Why was Father looking at me as if wondering whose son I was?

The second floor was the magic floor, the healing floor, my refuge from St Paul's School and my hope in years to come. It was called the Occult and Masonic department.
[12]

It consisted of a large outer office, a small inner one, and George Plummer, whose specialized knowledge established the prices of occult and masonic books around the world.

Like most outstanding booksellers Plummer had little formal education and seldom read for pleasure. He had a particular flair for masonic books and was honorary adviser to the Grand Lodge library, yet he wasn't a Freemason himself because Catholics were forbidden to join secret societies other than their own. This didn't prevent him from taking Father into the inner office and rehearsing him in masonic ritual until he was word-perfect.

Of all the bizarre clients who'd visited Plummer's domain there were three who interested him most. One, an erudite mystic called Aleister Crowley, charged his devotees exorbitant prices to watch him perform a popular ceremony not in front of a fire but on top of an altar; the second was Edward Everett Horton, an American comedian who appeared in several Astaire-Rogers films, collected books on tintinnabulation, and confessed to Plummer that three Dominican bell-ringers were constantly at work in his head; and the last was his employer's son who, as a small boy of eight, had perched on a stool his desk and broken his first code.

I didn't want to be reminded of that episode but found myself glancing at the space which he'd cleared for me. It was occupied by a copy of Bourke's
Scatological Rites of Mankind
reserved for Mr Harry Edwardes, the president of the
Society for Psychical Research,
and I wondered why he was interested in excremental practices. I left love for Plummer saying how sorry I was to have missed him and managed not to sign it DYC/M.

The third floor glowed like the face of a young FANY who's broken her first indecipherable. It was full of books in exquisite bindings and they hardly seemed to have aged a wrinkle since they'd paraded like mannequins in their former salon, the palace of Versailles. Ten minutes in their company was a day in the sunshine. The fourth floor was Marks & Co.'s war room. Everything in it was locked away in bookcases whose doors it was impossible to see through.
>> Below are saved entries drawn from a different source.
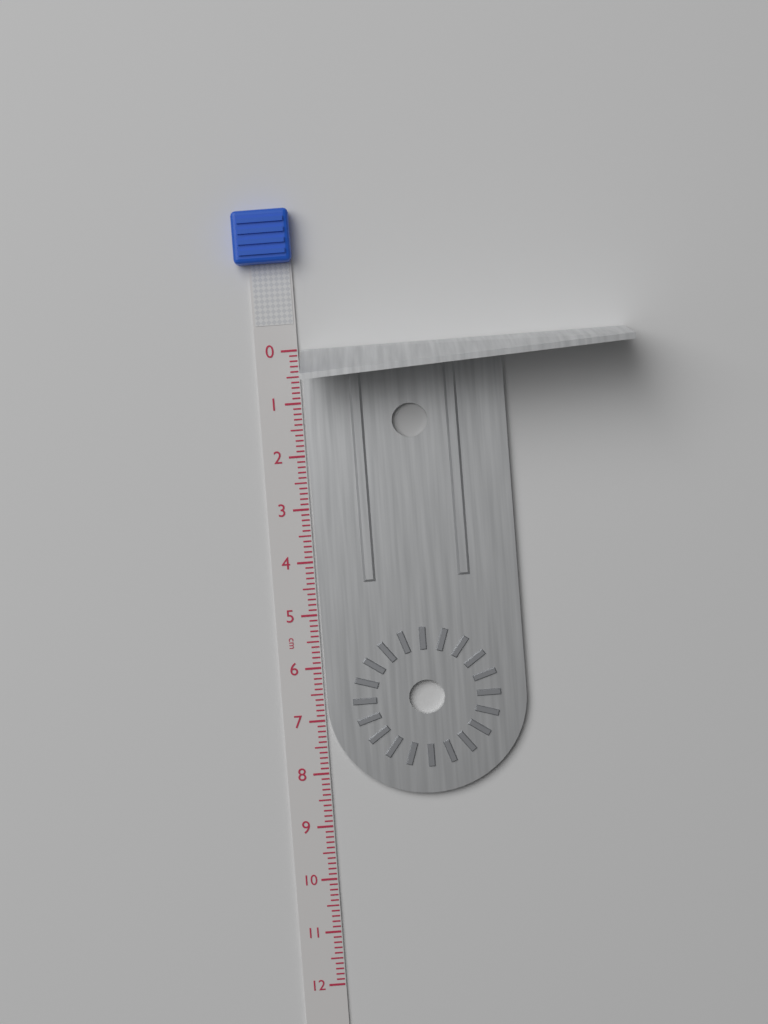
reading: 8.5 cm
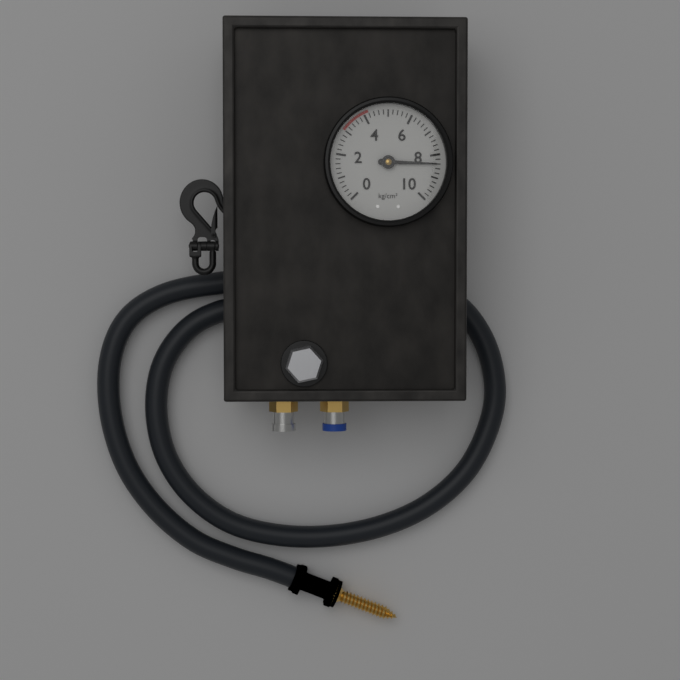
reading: 8.4 kg/cm²
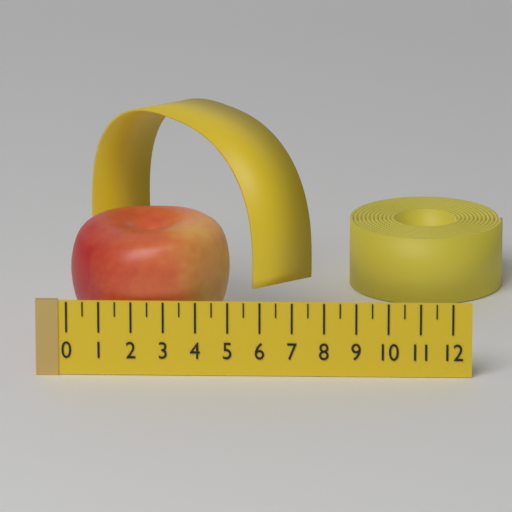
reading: 5.0 (no unit)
Behind the dark glass were thousands of coloured plates, title-pages and frontispieces—spare parts which could be transplanted into any book which needed them, none of them more spare than I.

What the hell am I doing hiding from Giskes in a bookshop?

I said goodnight to Father, who inspected me thoughtfully to see what I'd borrowed. He warned me to make sure I closed the front door behind me as Cohen and Frank had already gone home. Presumably the two and sixpence had been accounted for. I hadn't visited the basement but there wasn't much point; I was in one already. Turning to the front door, I realized that for the first time in my life I had the shop to myself. I found myself sitting in the chair which Freud had once occupied hoping that we might make contact through anal osmosis. I'd welcome his concept of a Plan Giskes.

I looked at the table where he'd examined all that 84 could produce on the subject of Moses. There was a solitary book on it, with the special conceit of those who roam bookshops in search of know not what, I felt it was waiting for me.

It was a reproduction of the 1455 Gutenberg Bible, the first book printed in movable type. I was drawn to all incunabula and would proclaim early printed books my personal duchy if ever I ascended to the throne of 84.

I leafed through the Bible, surely the most comprehensive Situation Report ever written.